United Workers Human Rights Dialogue (Jan. 19, 2013)
On Saturday, January 19, the United Workers, Healthcare is a Human Right – Maryland, Public Justice Center, Legal Aid, and the Baltimore Algebra Project hosted our 2013 Human Rights Dialogue, as we commemorated the anniversary of the birth of Dr. Martin Luther King, Jr.
We came together because we recognize that our communities are in crisis. We are experiencing systemic human rights abuses in every sector—work, housing, health, education, and the environment. The fight to address these big problems requires the building of a large social movement. Part of building our movements depends on studying the lessons of past struggles which is why our Human Rights Dialogue will include a study of Dr. King’s Poor People’s Campaign of 1968 and the transformation from Civil to Human Rights.
Dr. King called for a movement of the poor, united across color lines, to be a “new and unsettling force” in our complacent national life (see the video above). Dr. King unmasked the failures of our broken system, where there are enough resources, but not the priorities to meet everyone’s needs; where people are forced into bankruptcy because they lack health care; where workers work two jobs to make ends meet; where students do not have the basic materials they need to study like books and lab equipment; and where homeless families live on the street next to abandoned homes. We discussed this and more, as we carried on in the legacy of Dr. King’s dream.

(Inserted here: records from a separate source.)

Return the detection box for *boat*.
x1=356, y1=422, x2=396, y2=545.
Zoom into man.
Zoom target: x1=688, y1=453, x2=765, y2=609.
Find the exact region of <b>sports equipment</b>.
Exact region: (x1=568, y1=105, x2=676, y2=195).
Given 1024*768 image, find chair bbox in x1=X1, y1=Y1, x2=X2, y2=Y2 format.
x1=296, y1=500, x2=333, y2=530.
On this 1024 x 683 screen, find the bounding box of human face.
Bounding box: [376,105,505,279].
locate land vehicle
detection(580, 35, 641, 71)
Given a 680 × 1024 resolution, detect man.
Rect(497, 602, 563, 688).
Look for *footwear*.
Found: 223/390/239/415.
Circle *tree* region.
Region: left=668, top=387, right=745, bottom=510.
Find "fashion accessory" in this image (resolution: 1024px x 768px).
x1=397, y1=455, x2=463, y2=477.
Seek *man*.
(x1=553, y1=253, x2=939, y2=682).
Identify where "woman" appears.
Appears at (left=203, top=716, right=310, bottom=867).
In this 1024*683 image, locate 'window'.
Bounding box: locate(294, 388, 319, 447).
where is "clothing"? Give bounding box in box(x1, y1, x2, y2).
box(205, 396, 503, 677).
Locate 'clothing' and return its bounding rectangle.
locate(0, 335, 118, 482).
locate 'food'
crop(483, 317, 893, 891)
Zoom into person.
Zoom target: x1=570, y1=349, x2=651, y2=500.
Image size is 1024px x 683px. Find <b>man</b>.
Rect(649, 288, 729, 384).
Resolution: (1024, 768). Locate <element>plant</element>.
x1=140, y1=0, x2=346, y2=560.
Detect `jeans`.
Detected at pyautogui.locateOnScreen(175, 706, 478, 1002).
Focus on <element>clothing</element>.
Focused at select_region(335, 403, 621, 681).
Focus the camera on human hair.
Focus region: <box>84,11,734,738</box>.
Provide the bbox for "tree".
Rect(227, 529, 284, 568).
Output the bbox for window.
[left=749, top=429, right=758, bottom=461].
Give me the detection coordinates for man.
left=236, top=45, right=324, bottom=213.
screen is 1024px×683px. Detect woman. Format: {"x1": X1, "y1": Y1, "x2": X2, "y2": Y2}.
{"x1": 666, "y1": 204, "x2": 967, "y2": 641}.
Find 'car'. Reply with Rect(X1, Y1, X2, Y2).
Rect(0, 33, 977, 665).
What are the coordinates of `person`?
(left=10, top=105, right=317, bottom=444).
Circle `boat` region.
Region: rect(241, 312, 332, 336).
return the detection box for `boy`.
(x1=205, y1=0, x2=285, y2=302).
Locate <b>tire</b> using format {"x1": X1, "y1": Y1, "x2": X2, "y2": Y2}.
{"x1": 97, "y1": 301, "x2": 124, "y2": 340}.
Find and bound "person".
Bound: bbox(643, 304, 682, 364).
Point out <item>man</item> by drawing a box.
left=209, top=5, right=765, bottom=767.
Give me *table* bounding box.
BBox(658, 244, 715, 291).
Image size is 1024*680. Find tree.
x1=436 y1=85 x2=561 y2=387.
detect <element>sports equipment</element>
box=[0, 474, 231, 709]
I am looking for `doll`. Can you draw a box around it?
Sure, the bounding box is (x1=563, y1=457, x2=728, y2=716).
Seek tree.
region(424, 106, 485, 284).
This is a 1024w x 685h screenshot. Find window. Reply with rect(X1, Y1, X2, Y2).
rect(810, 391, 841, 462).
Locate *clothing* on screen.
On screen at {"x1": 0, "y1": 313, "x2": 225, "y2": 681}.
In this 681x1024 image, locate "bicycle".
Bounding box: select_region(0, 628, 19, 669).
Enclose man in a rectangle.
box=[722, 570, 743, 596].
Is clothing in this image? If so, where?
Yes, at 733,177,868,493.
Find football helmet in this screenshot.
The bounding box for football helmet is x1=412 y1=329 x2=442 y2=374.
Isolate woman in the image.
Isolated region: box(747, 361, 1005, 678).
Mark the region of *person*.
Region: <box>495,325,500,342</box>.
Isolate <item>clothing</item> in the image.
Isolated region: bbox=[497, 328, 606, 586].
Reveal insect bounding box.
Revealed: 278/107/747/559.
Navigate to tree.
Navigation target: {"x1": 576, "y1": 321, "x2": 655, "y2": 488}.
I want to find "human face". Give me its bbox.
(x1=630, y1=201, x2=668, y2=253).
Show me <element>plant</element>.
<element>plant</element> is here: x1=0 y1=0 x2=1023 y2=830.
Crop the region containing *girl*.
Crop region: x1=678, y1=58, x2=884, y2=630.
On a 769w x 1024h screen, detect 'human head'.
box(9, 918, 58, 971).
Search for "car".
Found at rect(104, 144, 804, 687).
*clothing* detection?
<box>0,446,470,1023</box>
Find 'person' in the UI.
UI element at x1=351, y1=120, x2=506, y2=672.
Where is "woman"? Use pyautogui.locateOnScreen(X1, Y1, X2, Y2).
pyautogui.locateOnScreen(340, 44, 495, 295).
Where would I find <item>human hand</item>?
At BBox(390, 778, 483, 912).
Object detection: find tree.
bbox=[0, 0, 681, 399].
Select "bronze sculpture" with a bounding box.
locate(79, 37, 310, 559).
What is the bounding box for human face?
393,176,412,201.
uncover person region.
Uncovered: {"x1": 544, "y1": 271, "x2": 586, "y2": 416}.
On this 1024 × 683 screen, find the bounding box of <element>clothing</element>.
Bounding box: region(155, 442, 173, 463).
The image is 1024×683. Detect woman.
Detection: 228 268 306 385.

United Workers Human Rights Dialogue (Jan. 19, 2013)
On Saturday, January 19, the United Workers, Healthcare is a Human Right – Maryland, Public Justice Center, Legal Aid, and the Baltimore Algebra Project hosted our 2013 Human Rights Dialogue, as we commemorated the anniversary of the birth of Dr. Martin Luther King, Jr.
We came together because we recognize that our communities are in crisis. We are experiencing systemic human rights abuses in every sector—work, housing, health, education, and the environment. The fight to address these big problems requires the building of a large social movement. Part of building our movements depends on studying the lessons of past struggles which is why our Human Rights Dialogue will include a study of Dr. King’s Poor People’s Campaign of 1968 and the transformation from Civil to Human Rights.
Dr. King called for a movement of the poor, united across color lines, to be a “new and unsettling force” in our complacent national life (see the video above). Dr. King unmasked the failures of our broken system, where there are enough resources, but not the priorities to meet everyone’s needs; where people are forced into bankruptcy because they lack health care; where workers work two jobs to make ends meet; where students do not have the basic materials they need to study like books and lab equipment; and where homeless families live on the street next to abandoned homes. We discussed this and more, as we carried on in the legacy of Dr. King’s dream.